Human needs - real and imaginary

In order to understand what human needs are and how they differ from the needs of plants and animals, you will first need to understand what the term “needs” means.

human needs

Needs in psychology and philosophy are called a condition that is inherent exclusively to living organisms. This condition expresses the body’s dependence on environmental conditions for existence and development. The same condition determines the forms of activity of the body.

Different organisms have different needs. Plants need only a mineral substrate for nutrition, light and water.

The needs of animals are more diverse, despite the fact that they are based on instincts. Fear, nutrition, the desire for reproduction, sleep - these are the main "needs" of animal organisms.

Human needs are very, very diverse. They are determined by two main factors: the presence of the first (common with animals) and the second signaling system (speech and thinking) and a high mental organization. That is why human needs are so ambiguous, focused and are the main source of personality activity.

classification of needs

The peculiarity of a person is that he is able to realize his own subjective ideas about needs with its objective content. Only a person is able to understand that in order to satisfy a need, one must first set a goal, and then achieve it.

Even the physical needs of man are different from the needs of animals. That is why they are directly related to the forms of activity and can vary significantly throughout life.

A person’s needs are represented as his desires, aspirations, drives and addictions, and their satisfaction is always accompanied by the emergence of evaluative emotions. Joy, satisfaction, pride, anger, shame, discontent - these are what distinguish man from animals.

The form of manifestation of need is desire. They can be traced in aspirations and hobbies, they move the whole life of a person and his activities.

The topic “man and his needs” is studied by scientists of many specialties: philosophers, psychologists, economists, etc., and they all came to the unequivocal opinion: if we talk about a man, his needs are unlimited.

man and his needs

The explanation is simple. One need entails another. To the satisfaction of some, a person has other needs.

Classification of needs is an ambiguous concept, there are many of them. For example:

  • Needs related to the sphere of human activity: this is the need for work, new knowledge, the need for rest and communication.
  • The object of application of needs can be material, spiritual, biological, aesthetic and other spheres of life.
  • Subjectively, needs are divided into group and individual, social and collective.
  • By the nature of the activity: game, sex, food, defensive, communicative, cognitive.
  • According to the functional role of need, many scientists believe that they can be dominant or secondary, central or peripheral, sustainable or situational.

H. Murray, B. I. Dodonov, Guildford, Maslow and other researchers proposed their classifications of needs. Despite a slightly different approach, in almost all of them converge.

All human needs can be divided into natural and culturally acquired. Natural based on instincts, fixed at the level of genetics.

Cultural acquired with age. They can be simple acquired or complex acquired. The former arise on the basis of their own experience (for example, the need to communicate with friends or the need for a favorite job). The latter arise on the basis of non-empirical inferences. For example, believers need confession, not because they have made their own conclusion that it is needed, but because it is commonly believed that after a confession it becomes easier.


How to complete this task: Go line by line through the data below and work out how many lines contain "Vote"; the answer is that number alone.

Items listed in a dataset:
════════════════
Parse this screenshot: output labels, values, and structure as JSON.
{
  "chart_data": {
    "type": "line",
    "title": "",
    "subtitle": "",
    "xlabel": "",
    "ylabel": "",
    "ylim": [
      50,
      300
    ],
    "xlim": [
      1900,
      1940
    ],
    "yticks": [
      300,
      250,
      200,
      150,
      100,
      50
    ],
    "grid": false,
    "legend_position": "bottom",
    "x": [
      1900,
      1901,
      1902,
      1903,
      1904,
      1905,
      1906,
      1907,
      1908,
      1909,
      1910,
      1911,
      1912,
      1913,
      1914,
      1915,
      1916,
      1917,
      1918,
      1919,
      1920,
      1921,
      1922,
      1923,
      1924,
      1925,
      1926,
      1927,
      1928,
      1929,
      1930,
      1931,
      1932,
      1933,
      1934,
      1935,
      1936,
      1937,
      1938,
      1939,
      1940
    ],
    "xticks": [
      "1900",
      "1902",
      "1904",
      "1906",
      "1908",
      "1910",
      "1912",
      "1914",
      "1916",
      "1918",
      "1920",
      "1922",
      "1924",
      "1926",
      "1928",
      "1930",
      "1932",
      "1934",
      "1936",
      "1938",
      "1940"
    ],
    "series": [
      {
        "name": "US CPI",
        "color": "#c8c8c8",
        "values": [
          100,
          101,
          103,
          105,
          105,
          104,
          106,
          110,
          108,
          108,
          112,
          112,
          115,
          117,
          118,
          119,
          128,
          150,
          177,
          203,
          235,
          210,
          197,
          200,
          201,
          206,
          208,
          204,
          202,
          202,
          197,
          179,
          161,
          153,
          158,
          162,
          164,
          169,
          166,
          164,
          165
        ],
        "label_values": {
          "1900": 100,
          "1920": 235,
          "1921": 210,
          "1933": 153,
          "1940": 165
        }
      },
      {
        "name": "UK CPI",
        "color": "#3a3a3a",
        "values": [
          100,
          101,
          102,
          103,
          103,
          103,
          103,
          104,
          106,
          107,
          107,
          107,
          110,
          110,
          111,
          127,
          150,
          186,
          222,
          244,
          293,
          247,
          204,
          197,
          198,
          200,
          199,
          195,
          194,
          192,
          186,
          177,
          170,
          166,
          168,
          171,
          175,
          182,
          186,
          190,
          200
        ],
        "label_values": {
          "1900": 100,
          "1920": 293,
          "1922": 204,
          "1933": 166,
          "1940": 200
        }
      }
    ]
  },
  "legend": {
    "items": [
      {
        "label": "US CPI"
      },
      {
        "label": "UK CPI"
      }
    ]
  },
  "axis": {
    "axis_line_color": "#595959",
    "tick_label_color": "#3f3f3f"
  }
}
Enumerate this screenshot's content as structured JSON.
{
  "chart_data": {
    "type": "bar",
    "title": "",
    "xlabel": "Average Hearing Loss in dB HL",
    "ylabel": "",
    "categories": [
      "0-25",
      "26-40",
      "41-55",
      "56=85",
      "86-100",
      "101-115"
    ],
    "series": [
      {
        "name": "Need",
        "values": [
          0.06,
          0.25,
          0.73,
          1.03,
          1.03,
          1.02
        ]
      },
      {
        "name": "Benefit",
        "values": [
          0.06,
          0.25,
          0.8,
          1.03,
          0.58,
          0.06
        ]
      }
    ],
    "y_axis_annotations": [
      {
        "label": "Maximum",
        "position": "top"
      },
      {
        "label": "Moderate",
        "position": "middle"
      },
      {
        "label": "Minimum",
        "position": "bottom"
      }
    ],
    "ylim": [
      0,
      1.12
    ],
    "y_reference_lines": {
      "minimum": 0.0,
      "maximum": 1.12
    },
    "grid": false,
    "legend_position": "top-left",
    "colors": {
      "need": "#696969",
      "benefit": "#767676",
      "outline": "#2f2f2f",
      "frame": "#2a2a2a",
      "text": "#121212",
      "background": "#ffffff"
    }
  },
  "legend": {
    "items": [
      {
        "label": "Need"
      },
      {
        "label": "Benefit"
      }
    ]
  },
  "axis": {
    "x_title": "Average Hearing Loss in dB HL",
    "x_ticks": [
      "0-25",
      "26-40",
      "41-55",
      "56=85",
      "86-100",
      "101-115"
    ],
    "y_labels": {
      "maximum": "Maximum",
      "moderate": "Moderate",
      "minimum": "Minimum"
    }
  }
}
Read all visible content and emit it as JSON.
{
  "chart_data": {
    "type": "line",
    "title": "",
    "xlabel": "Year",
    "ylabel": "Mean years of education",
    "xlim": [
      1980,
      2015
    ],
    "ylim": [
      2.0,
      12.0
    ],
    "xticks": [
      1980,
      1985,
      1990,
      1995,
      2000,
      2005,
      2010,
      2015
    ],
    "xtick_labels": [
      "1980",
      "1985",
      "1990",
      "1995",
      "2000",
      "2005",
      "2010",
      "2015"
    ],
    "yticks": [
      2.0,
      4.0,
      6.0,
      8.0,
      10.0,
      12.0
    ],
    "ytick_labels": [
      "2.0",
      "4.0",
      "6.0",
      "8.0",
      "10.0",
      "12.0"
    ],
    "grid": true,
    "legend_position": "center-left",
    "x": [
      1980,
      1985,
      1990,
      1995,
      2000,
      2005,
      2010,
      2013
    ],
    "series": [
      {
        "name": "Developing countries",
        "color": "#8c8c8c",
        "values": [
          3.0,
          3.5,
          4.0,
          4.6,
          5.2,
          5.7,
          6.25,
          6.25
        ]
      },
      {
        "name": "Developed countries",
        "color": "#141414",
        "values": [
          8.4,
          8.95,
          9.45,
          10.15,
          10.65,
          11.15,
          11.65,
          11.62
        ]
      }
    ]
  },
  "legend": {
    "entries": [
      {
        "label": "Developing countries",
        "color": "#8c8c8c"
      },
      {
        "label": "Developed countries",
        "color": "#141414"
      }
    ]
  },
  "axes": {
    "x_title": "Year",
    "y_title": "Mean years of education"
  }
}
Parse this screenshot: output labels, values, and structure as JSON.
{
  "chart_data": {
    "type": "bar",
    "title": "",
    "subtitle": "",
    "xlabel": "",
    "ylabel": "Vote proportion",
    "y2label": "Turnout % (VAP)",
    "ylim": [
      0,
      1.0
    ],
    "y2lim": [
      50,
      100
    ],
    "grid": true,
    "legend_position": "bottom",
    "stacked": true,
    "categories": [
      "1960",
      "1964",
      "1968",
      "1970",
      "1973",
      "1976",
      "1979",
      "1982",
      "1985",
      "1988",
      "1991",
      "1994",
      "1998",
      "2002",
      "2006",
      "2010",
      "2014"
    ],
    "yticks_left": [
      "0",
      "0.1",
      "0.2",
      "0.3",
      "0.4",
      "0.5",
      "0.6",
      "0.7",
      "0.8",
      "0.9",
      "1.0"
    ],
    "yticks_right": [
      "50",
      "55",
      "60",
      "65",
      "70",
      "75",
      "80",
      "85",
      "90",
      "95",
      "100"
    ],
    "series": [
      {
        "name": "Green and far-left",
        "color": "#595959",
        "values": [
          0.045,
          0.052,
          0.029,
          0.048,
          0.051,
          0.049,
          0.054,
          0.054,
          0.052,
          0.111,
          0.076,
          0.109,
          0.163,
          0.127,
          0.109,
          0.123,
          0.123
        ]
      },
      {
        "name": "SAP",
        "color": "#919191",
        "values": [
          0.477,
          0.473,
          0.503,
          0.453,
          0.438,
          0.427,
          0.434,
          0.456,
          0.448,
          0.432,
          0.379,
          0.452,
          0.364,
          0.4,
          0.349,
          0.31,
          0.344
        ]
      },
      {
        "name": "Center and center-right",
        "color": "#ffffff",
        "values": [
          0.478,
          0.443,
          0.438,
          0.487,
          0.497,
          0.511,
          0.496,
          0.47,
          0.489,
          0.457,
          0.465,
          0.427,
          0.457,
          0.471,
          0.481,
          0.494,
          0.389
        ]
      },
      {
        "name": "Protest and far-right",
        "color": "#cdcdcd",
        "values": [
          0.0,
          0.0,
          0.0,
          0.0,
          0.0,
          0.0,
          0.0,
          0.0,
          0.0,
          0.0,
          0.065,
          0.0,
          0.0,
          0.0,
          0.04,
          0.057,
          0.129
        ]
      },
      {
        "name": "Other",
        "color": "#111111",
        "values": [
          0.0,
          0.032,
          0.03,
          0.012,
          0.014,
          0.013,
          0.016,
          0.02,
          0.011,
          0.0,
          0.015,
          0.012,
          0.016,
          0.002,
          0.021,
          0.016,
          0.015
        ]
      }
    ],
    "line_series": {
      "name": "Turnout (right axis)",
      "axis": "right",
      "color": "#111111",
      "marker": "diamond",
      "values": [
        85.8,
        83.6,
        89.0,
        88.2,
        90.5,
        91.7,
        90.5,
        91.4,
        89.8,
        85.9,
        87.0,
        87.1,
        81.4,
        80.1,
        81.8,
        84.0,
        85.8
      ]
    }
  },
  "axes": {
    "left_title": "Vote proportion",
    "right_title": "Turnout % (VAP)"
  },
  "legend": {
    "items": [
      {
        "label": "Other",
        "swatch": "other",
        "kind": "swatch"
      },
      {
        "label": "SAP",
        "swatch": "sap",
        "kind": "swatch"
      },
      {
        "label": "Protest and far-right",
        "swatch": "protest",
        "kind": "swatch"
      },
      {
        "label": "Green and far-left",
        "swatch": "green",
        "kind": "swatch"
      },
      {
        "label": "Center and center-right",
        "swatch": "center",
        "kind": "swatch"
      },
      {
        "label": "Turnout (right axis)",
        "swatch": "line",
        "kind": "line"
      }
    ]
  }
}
════════════════
Response area: 2